Introduction to contemporary feminist theory
Katherine Gibson, Elizabeth Grosz and Rose Lucas
8 points * 3 hours per week * Second semester * Clayton * Prerequisites: A first-year sequence
This subject considers a number of theories which have informed contemporary thought in order to focus upon their implications for women and, more particularly, upon the range of feminist interventions into these theories and debates. Drawing upon a variety of traditional disciplinary concerns, this will involve an examination of issues such as the construction of subjectivities; class and power structures; sexualities; linguistic, economic and broadly cultural manifestations of phallocentrism; the formation of epistemologies; tensions between a politics of identity and a postmodern critique of representation. The subject considers the implications of these critical paradigms and the challenges offered to them by a diversity of feminist theorists such as Luce Irigarary, Helene Cixous, Judith Butler, Juliet Mitchell, Michelle Barrett, Christine Delphy, Lois McNay and Elizabeth Grosz. In order to provide most effectively points of coherent engagement with this diversity of positions, this study is organised about selected extract analysis from writers such as Freud, Foucault, Marx and Derrida, read in juxtaposition with explicit feminist adaptations, challenges, repudiations and reinscriptions. Within this framework of textual and theoretical vision and re-vision, the subject contextualises some of the range of feminist theories and methodologies at the crucial site of their deviation from dominant cultural and disciplinary models.
Assessment
Two short essays (1500 words each): 50% total * One major essay (2500-3000 words): 50%
Required texts
A reading pack will be available from the Centre for Women's Studies.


■ **WORK TO COMPLETE**: Copy the data exactly, line for line.

■ **DATA EXTRACT**:
....

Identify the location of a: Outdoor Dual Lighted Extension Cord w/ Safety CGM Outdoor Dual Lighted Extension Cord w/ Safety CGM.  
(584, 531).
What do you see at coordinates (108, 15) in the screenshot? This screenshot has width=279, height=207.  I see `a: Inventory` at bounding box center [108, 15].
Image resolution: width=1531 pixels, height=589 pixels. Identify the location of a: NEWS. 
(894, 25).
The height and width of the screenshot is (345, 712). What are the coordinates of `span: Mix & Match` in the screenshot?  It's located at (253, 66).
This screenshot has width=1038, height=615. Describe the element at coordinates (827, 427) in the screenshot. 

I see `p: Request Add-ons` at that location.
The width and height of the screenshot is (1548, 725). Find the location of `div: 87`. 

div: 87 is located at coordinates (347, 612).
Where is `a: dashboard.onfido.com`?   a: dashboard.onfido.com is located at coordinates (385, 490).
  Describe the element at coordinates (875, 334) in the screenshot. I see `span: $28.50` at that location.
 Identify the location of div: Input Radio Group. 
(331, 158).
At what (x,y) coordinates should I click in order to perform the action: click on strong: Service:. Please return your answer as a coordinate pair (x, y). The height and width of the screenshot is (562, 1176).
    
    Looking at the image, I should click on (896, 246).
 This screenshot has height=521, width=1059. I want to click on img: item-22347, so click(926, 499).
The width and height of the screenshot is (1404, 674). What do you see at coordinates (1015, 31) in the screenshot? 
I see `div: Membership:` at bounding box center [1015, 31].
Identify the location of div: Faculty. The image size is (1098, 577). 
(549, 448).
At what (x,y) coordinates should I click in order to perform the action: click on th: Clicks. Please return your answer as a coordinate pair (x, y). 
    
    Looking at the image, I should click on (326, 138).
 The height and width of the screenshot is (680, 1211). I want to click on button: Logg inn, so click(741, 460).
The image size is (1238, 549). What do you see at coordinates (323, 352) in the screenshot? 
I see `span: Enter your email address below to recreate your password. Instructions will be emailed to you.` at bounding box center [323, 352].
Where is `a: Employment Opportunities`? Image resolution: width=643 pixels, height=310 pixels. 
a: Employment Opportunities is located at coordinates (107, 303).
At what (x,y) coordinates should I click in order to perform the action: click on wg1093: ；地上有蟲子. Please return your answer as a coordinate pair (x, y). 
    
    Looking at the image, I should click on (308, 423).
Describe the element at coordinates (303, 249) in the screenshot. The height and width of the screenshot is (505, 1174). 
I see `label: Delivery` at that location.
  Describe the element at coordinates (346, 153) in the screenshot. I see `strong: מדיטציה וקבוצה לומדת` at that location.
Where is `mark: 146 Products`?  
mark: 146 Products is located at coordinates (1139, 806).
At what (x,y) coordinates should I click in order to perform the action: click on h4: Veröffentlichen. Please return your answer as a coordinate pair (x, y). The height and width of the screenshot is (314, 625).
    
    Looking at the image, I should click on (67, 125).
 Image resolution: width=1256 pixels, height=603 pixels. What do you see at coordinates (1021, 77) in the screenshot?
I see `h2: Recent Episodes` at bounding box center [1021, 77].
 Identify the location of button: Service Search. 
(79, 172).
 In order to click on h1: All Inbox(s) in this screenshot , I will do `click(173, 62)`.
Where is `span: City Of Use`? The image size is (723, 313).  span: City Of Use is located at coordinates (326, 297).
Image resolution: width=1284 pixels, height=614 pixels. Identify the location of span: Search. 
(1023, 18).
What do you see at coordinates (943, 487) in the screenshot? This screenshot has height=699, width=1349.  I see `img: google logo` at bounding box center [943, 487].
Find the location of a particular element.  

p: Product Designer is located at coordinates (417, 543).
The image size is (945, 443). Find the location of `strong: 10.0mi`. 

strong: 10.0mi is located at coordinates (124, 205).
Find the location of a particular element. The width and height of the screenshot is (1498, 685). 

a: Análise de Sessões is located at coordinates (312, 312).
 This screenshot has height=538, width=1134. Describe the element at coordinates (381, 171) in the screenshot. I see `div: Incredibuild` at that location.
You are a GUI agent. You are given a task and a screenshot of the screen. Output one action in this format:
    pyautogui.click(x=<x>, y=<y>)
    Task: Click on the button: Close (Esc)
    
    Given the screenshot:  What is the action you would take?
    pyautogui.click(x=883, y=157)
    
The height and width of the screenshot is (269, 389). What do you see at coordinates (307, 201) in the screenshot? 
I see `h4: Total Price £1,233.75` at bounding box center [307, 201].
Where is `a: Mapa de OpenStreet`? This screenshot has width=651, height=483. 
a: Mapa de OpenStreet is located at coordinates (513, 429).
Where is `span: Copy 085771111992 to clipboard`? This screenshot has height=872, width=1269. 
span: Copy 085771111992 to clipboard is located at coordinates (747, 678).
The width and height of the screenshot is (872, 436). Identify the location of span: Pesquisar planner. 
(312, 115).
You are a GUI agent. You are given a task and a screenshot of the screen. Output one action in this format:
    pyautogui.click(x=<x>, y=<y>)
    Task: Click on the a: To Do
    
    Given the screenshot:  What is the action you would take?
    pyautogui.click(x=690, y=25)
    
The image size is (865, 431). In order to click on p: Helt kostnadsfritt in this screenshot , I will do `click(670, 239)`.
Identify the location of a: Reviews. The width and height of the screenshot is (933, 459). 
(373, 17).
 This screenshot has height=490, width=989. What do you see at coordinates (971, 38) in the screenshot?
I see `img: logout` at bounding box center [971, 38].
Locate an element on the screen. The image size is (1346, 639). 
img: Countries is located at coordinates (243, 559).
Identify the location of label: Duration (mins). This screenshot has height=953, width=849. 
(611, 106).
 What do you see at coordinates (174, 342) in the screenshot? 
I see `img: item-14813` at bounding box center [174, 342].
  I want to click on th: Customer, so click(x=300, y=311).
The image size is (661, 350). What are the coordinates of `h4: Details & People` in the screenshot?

....

■ **ANSWER SPACE**:
Identify the location of a: Outdoor Dual Lighted Extension Cord w/ Safety CGM Outdoor Dual Lighted Extension Cord w/ Safety CGM.  
(584, 531).
What do you see at coordinates (108, 15) in the screenshot? This screenshot has width=279, height=207.  I see `a: Inventory` at bounding box center [108, 15].
Image resolution: width=1531 pixels, height=589 pixels. Identify the location of a: NEWS. 
(894, 25).
The height and width of the screenshot is (345, 712). What are the coordinates of `span: Mix & Match` in the screenshot?  It's located at (253, 66).
This screenshot has width=1038, height=615. Describe the element at coordinates (827, 427) in the screenshot. 

I see `p: Request Add-ons` at that location.
The width and height of the screenshot is (1548, 725). Find the location of `div: 87`. 

div: 87 is located at coordinates (347, 612).
Where is `a: dashboard.onfido.com`?   a: dashboard.onfido.com is located at coordinates (385, 490).
  Describe the element at coordinates (875, 334) in the screenshot. I see `span: $28.50` at that location.
 Identify the location of div: Input Radio Group. 
(331, 158).
At what (x,y) coordinates should I click in order to perform the action: click on strong: Service:. Please return your answer as a coordinate pair (x, y). The height and width of the screenshot is (562, 1176).
    
    Looking at the image, I should click on (896, 246).
 This screenshot has height=521, width=1059. I want to click on img: item-22347, so click(926, 499).
The width and height of the screenshot is (1404, 674). What do you see at coordinates (1015, 31) in the screenshot? 
I see `div: Membership:` at bounding box center [1015, 31].
Identify the location of div: Faculty. The image size is (1098, 577). 
(549, 448).
At what (x,y) coordinates should I click in order to perform the action: click on th: Clicks. Please return your answer as a coordinate pair (x, y). 
    
    Looking at the image, I should click on (326, 138).
 The height and width of the screenshot is (680, 1211). I want to click on button: Logg inn, so click(741, 460).
The image size is (1238, 549). What do you see at coordinates (323, 352) in the screenshot? 
I see `span: Enter your email address below to recreate your password. Instructions will be emailed to you.` at bounding box center [323, 352].
Where is `a: Employment Opportunities`? Image resolution: width=643 pixels, height=310 pixels. 
a: Employment Opportunities is located at coordinates (107, 303).
At what (x,y) coordinates should I click in order to perform the action: click on wg1093: ；地上有蟲子. Please return your answer as a coordinate pair (x, y). 
    
    Looking at the image, I should click on (308, 423).
Describe the element at coordinates (303, 249) in the screenshot. The height and width of the screenshot is (505, 1174). 
I see `label: Delivery` at that location.
  Describe the element at coordinates (346, 153) in the screenshot. I see `strong: מדיטציה וקבוצה לומדת` at that location.
Where is `mark: 146 Products`?  
mark: 146 Products is located at coordinates (1139, 806).
At what (x,y) coordinates should I click in order to perform the action: click on h4: Veröffentlichen. Please return your answer as a coordinate pair (x, y). The height and width of the screenshot is (314, 625).
    
    Looking at the image, I should click on (67, 125).
 Image resolution: width=1256 pixels, height=603 pixels. What do you see at coordinates (1021, 77) in the screenshot?
I see `h2: Recent Episodes` at bounding box center [1021, 77].
 Identify the location of button: Service Search. 
(79, 172).
 In order to click on h1: All Inbox(s) in this screenshot , I will do `click(173, 62)`.
Where is `span: City Of Use`? The image size is (723, 313).  span: City Of Use is located at coordinates (326, 297).
Image resolution: width=1284 pixels, height=614 pixels. Identify the location of span: Search. 
(1023, 18).
What do you see at coordinates (943, 487) in the screenshot? This screenshot has height=699, width=1349.  I see `img: google logo` at bounding box center [943, 487].
Find the location of a particular element.  

p: Product Designer is located at coordinates (417, 543).
The image size is (945, 443). Find the location of `strong: 10.0mi`. 

strong: 10.0mi is located at coordinates (124, 205).
Find the location of a particular element. The width and height of the screenshot is (1498, 685). 

a: Análise de Sessões is located at coordinates (312, 312).
 This screenshot has height=538, width=1134. Describe the element at coordinates (381, 171) in the screenshot. I see `div: Incredibuild` at that location.
You are a GUI agent. You are given a task and a screenshot of the screen. Output one action in this format:
    pyautogui.click(x=<x>, y=<y>)
    Task: Click on the button: Close (Esc)
    
    Given the screenshot:  What is the action you would take?
    pyautogui.click(x=883, y=157)
    
The height and width of the screenshot is (269, 389). What do you see at coordinates (307, 201) in the screenshot? 
I see `h4: Total Price £1,233.75` at bounding box center [307, 201].
Where is `a: Mapa de OpenStreet`? This screenshot has width=651, height=483. 
a: Mapa de OpenStreet is located at coordinates (513, 429).
Where is `span: Copy 085771111992 to clipboard`? This screenshot has height=872, width=1269. 
span: Copy 085771111992 to clipboard is located at coordinates (747, 678).
The width and height of the screenshot is (872, 436). Identify the location of span: Pesquisar planner. 
(312, 115).
You are a GUI agent. You are given a task and a screenshot of the screen. Output one action in this format:
    pyautogui.click(x=<x>, y=<y>)
    Task: Click on the a: To Do
    
    Given the screenshot:  What is the action you would take?
    pyautogui.click(x=690, y=25)
    
The image size is (865, 431). In order to click on p: Helt kostnadsfritt in this screenshot , I will do `click(670, 239)`.
Identify the location of a: Reviews. The width and height of the screenshot is (933, 459). 
(373, 17).
 This screenshot has height=490, width=989. What do you see at coordinates (971, 38) in the screenshot?
I see `img: logout` at bounding box center [971, 38].
Locate an element on the screen. The image size is (1346, 639). 
img: Countries is located at coordinates (243, 559).
Identify the location of label: Duration (mins). This screenshot has height=953, width=849. 
(611, 106).
 What do you see at coordinates (174, 342) in the screenshot? 
I see `img: item-14813` at bounding box center [174, 342].
  I want to click on th: Customer, so click(x=300, y=311).
The image size is (661, 350). What are the coordinates of `h4: Details & People` in the screenshot?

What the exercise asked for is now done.